Bears are a common sight in the valley bottom at this time of year.
The animals are preparing for winter hibernation and forging through garbage bins and yards looking for food.
“They are coming down for a bigger food source and the valley offers a bigger food source especially garbage and fruit,” says Conservation Officer Josh Lockwood.
In West Kelowna’s Rose Valley Neighborhood, bear sightings have been quite common as of late.
“I have seen them. They have been in the parking lot where corner store is and I have seen evidence of bears in the neighborhood,” says area resident Dawn Gartrell.
But this is just one of many neighborhoods across the Okanagan and surrounding area dealing with an influx of bears.
Global Okanagan has received NewsHawk video from residents throughout the valley showing bears rummaging through garbage bags and bins.
While these kinds of bear sightings are common at this time of year, Lockwood says they can and should be avoided not only for public safety but to prevent the bears from being put down.

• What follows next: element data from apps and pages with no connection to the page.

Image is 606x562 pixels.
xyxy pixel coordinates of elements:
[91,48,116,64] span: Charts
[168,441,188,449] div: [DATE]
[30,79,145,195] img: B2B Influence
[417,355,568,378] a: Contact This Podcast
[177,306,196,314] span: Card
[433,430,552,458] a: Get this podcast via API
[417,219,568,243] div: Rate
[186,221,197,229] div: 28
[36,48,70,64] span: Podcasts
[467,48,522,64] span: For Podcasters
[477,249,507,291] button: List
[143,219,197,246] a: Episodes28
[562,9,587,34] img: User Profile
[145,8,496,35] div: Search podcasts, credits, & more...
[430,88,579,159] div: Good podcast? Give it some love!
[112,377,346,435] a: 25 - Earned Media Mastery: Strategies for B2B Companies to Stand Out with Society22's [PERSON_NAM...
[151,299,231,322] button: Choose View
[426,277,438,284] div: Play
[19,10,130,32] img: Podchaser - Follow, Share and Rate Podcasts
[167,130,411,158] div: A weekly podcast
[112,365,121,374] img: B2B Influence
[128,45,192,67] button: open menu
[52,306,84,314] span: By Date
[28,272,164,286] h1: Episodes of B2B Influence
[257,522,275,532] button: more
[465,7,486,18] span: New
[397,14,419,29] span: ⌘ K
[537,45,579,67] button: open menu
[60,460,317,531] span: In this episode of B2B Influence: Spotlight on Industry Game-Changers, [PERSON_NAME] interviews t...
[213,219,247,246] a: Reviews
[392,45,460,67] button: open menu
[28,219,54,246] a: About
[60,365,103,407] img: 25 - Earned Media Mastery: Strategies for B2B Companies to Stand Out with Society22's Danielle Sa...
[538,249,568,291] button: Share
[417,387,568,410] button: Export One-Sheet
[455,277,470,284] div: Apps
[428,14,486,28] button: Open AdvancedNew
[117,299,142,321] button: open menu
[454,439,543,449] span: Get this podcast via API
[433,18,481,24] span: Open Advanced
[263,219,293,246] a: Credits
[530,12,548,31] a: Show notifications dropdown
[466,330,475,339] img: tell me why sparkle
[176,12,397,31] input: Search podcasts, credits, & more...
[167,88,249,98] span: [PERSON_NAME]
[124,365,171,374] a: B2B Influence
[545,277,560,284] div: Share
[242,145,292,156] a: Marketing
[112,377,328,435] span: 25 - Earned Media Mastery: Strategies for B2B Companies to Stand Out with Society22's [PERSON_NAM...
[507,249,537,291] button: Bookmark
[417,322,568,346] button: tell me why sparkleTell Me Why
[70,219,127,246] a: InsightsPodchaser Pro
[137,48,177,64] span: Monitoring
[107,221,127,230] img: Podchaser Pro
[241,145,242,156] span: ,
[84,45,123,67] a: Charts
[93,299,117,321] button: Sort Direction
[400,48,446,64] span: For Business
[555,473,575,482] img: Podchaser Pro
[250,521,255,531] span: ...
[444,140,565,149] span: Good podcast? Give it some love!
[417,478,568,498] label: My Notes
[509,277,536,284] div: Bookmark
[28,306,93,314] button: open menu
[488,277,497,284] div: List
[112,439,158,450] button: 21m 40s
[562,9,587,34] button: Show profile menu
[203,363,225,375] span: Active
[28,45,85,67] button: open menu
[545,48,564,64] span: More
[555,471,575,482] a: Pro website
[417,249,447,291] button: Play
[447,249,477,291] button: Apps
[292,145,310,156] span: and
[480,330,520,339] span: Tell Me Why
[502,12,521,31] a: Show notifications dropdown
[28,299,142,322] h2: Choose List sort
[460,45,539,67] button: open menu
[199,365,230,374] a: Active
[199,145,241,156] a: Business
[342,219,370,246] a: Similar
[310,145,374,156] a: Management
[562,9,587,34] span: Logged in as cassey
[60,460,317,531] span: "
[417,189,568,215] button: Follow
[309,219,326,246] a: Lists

“It is nothing that an officer likes to do. It is the most distasteful job that an officer has to do,” says Lockwood.
Unfortunately once habituated to garbage, relocation he says doesn’t work.
- Meter mixup: B.C. woman’s power bill swapped with neighbours for over a decade
- Family says probe into B.C. Mountie’s suicide has left no one accountable
- Burnaby RCMP release sketch of man accused of sexually assaulting 80-year-old woman
- ‘I’m gonna push’: First-time B.C. mother delivers her own baby on way to hospital
“We have taken bears as far as Beaverdell and four days later they are back in the community,” says Lockwood.
So far this season, the local conservation office, which deals with the area between Kelowna and Salmon Arm, has fielded more than 500 bear calls.
It’s a number that will only spike in the coming weeks.
Lockwood says picking the fruit in the yard and not putting out garbage until pick up day can make a huge difference. All you have to do, he adds, is take a look at the communities with garbage bylaws as proof.
“Whistler has been successful in not having to relocate or destroy bears based on the bylaws in place. Those areas that have a bylaw don’t have the issues. It’s outside of those areas you have issues,” he says.